*** Opening Task data ***
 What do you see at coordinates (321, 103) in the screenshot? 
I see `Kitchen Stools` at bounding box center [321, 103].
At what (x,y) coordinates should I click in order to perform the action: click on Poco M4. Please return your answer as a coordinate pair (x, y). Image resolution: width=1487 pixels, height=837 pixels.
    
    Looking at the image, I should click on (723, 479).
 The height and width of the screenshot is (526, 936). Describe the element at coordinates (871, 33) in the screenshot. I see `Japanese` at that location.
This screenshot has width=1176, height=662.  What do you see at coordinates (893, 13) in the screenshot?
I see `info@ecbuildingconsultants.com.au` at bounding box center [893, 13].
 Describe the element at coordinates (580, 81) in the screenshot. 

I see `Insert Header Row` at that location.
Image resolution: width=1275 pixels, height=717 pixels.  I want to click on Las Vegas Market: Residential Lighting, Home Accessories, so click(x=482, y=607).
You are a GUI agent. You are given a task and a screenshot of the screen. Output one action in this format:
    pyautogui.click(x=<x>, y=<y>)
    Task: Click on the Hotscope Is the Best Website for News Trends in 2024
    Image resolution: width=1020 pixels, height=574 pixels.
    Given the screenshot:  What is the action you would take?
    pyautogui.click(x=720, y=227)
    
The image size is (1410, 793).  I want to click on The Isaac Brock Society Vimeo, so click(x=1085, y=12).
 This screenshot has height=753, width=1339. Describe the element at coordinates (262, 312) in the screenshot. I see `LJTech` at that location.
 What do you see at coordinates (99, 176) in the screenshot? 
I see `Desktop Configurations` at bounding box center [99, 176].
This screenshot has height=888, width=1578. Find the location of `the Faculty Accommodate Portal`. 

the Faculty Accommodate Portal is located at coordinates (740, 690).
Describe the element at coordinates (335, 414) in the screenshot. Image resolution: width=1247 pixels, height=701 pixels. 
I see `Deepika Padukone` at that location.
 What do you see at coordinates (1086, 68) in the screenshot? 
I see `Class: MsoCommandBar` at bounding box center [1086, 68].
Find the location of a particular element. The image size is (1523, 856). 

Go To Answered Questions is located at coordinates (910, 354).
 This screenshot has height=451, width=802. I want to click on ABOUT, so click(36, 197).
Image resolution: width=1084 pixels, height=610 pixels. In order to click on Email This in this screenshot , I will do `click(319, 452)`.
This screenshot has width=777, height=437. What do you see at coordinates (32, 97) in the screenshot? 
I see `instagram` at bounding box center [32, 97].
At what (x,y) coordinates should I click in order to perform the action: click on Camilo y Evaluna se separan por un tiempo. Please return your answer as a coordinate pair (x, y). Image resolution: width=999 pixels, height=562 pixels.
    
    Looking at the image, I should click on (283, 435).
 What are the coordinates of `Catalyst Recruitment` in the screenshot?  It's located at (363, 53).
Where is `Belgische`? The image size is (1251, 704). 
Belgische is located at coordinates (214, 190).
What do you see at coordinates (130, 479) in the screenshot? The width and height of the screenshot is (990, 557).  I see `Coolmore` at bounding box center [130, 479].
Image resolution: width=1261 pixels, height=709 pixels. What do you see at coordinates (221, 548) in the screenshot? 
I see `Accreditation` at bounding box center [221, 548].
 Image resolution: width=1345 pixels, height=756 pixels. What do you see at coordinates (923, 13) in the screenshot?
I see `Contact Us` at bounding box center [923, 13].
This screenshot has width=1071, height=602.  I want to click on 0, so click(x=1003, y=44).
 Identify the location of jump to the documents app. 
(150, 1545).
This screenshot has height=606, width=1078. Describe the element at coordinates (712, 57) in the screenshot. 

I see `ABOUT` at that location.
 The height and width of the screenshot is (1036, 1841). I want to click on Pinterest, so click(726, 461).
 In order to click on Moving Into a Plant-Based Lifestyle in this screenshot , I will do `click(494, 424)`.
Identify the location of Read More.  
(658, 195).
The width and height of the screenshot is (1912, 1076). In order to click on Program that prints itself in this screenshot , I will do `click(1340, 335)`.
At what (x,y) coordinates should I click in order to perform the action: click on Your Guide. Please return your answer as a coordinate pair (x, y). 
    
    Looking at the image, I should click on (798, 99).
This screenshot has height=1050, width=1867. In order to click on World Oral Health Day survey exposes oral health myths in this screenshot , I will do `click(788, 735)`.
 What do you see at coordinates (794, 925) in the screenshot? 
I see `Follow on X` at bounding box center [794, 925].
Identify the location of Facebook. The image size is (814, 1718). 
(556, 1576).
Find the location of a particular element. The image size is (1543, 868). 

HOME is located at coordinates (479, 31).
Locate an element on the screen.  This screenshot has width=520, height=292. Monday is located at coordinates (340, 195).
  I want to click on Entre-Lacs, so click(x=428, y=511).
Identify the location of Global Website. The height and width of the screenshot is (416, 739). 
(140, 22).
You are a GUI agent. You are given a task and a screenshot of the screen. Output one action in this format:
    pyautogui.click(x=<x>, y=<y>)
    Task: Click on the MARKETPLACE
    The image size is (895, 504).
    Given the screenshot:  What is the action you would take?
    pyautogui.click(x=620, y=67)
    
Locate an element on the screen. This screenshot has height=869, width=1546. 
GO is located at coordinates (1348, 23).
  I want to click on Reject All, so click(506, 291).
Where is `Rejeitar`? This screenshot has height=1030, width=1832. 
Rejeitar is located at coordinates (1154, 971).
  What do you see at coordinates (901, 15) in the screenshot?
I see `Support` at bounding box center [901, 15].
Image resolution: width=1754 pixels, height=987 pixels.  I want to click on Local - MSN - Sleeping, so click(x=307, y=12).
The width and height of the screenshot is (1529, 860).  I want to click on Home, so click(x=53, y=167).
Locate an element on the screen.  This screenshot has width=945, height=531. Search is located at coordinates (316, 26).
*** Closing Task data ***
• _What is required_: Having read the entries, repeat them all exactly.

• _Final answer_:
 What do you see at coordinates (321, 103) in the screenshot? 
I see `Kitchen Stools` at bounding box center [321, 103].
At what (x,y) coordinates should I click in order to perform the action: click on Poco M4. Please return your answer as a coordinate pair (x, y). Image resolution: width=1487 pixels, height=837 pixels.
    
    Looking at the image, I should click on (723, 479).
 The height and width of the screenshot is (526, 936). Describe the element at coordinates (871, 33) in the screenshot. I see `Japanese` at that location.
This screenshot has width=1176, height=662.  What do you see at coordinates (893, 13) in the screenshot?
I see `info@ecbuildingconsultants.com.au` at bounding box center [893, 13].
 Describe the element at coordinates (580, 81) in the screenshot. 

I see `Insert Header Row` at that location.
Image resolution: width=1275 pixels, height=717 pixels.  I want to click on Las Vegas Market: Residential Lighting, Home Accessories, so click(x=482, y=607).
You are a GUI agent. You are given a task and a screenshot of the screen. Output one action in this format:
    pyautogui.click(x=<x>, y=<y>)
    Task: Click on the Hotscope Is the Best Website for News Trends in 2024
    Image resolution: width=1020 pixels, height=574 pixels.
    Given the screenshot:  What is the action you would take?
    pyautogui.click(x=720, y=227)
    
The image size is (1410, 793).  I want to click on The Isaac Brock Society Vimeo, so click(x=1085, y=12).
 This screenshot has height=753, width=1339. Describe the element at coordinates (262, 312) in the screenshot. I see `LJTech` at that location.
 What do you see at coordinates (99, 176) in the screenshot? 
I see `Desktop Configurations` at bounding box center [99, 176].
This screenshot has height=888, width=1578. Find the location of `the Faculty Accommodate Portal`. 

the Faculty Accommodate Portal is located at coordinates (740, 690).
Describe the element at coordinates (335, 414) in the screenshot. Image resolution: width=1247 pixels, height=701 pixels. 
I see `Deepika Padukone` at that location.
 What do you see at coordinates (1086, 68) in the screenshot? 
I see `Class: MsoCommandBar` at bounding box center [1086, 68].
Find the location of a particular element. The image size is (1523, 856). 

Go To Answered Questions is located at coordinates (910, 354).
 This screenshot has height=451, width=802. I want to click on ABOUT, so click(36, 197).
Image resolution: width=1084 pixels, height=610 pixels. In order to click on Email This in this screenshot , I will do `click(319, 452)`.
This screenshot has width=777, height=437. What do you see at coordinates (32, 97) in the screenshot? 
I see `instagram` at bounding box center [32, 97].
At what (x,y) coordinates should I click in order to perform the action: click on Camilo y Evaluna se separan por un tiempo. Please return your answer as a coordinate pair (x, y). Image resolution: width=999 pixels, height=562 pixels.
    
    Looking at the image, I should click on (283, 435).
 What are the coordinates of `Catalyst Recruitment` in the screenshot?  It's located at (363, 53).
Where is `Belgische`? The image size is (1251, 704). 
Belgische is located at coordinates (214, 190).
What do you see at coordinates (130, 479) in the screenshot? The width and height of the screenshot is (990, 557).  I see `Coolmore` at bounding box center [130, 479].
Image resolution: width=1261 pixels, height=709 pixels. What do you see at coordinates (221, 548) in the screenshot? 
I see `Accreditation` at bounding box center [221, 548].
 Image resolution: width=1345 pixels, height=756 pixels. What do you see at coordinates (923, 13) in the screenshot?
I see `Contact Us` at bounding box center [923, 13].
This screenshot has width=1071, height=602.  I want to click on 0, so click(x=1003, y=44).
 Identify the location of jump to the documents app. 
(150, 1545).
This screenshot has height=606, width=1078. Describe the element at coordinates (712, 57) in the screenshot. 

I see `ABOUT` at that location.
 The height and width of the screenshot is (1036, 1841). I want to click on Pinterest, so click(726, 461).
 In order to click on Moving Into a Plant-Based Lifestyle in this screenshot , I will do `click(494, 424)`.
Identify the location of Read More.  
(658, 195).
The width and height of the screenshot is (1912, 1076). In order to click on Program that prints itself in this screenshot , I will do `click(1340, 335)`.
At what (x,y) coordinates should I click in order to perform the action: click on Your Guide. Please return your answer as a coordinate pair (x, y). 
    
    Looking at the image, I should click on (798, 99).
This screenshot has height=1050, width=1867. In order to click on World Oral Health Day survey exposes oral health myths in this screenshot , I will do `click(788, 735)`.
 What do you see at coordinates (794, 925) in the screenshot? 
I see `Follow on X` at bounding box center [794, 925].
Identify the location of Facebook. The image size is (814, 1718). 
(556, 1576).
Find the location of a particular element. The image size is (1543, 868). 

HOME is located at coordinates (479, 31).
Locate an element on the screen.  This screenshot has width=520, height=292. Monday is located at coordinates (340, 195).
  I want to click on Entre-Lacs, so click(x=428, y=511).
Identify the location of Global Website. The height and width of the screenshot is (416, 739). 
(140, 22).
You are a GUI agent. You are given a task and a screenshot of the screen. Output one action in this format:
    pyautogui.click(x=<x>, y=<y>)
    Task: Click on the MARKETPLACE
    The image size is (895, 504).
    Given the screenshot:  What is the action you would take?
    pyautogui.click(x=620, y=67)
    
Locate an element on the screen. This screenshot has height=869, width=1546. 
GO is located at coordinates (1348, 23).
  I want to click on Reject All, so click(506, 291).
Where is `Rejeitar`? This screenshot has height=1030, width=1832. 
Rejeitar is located at coordinates (1154, 971).
  What do you see at coordinates (901, 15) in the screenshot?
I see `Support` at bounding box center [901, 15].
Image resolution: width=1754 pixels, height=987 pixels.  I want to click on Local - MSN - Sleeping, so click(x=307, y=12).
The width and height of the screenshot is (1529, 860).  I want to click on Home, so click(x=53, y=167).
Locate an element on the screen.  This screenshot has width=945, height=531. Search is located at coordinates (316, 26).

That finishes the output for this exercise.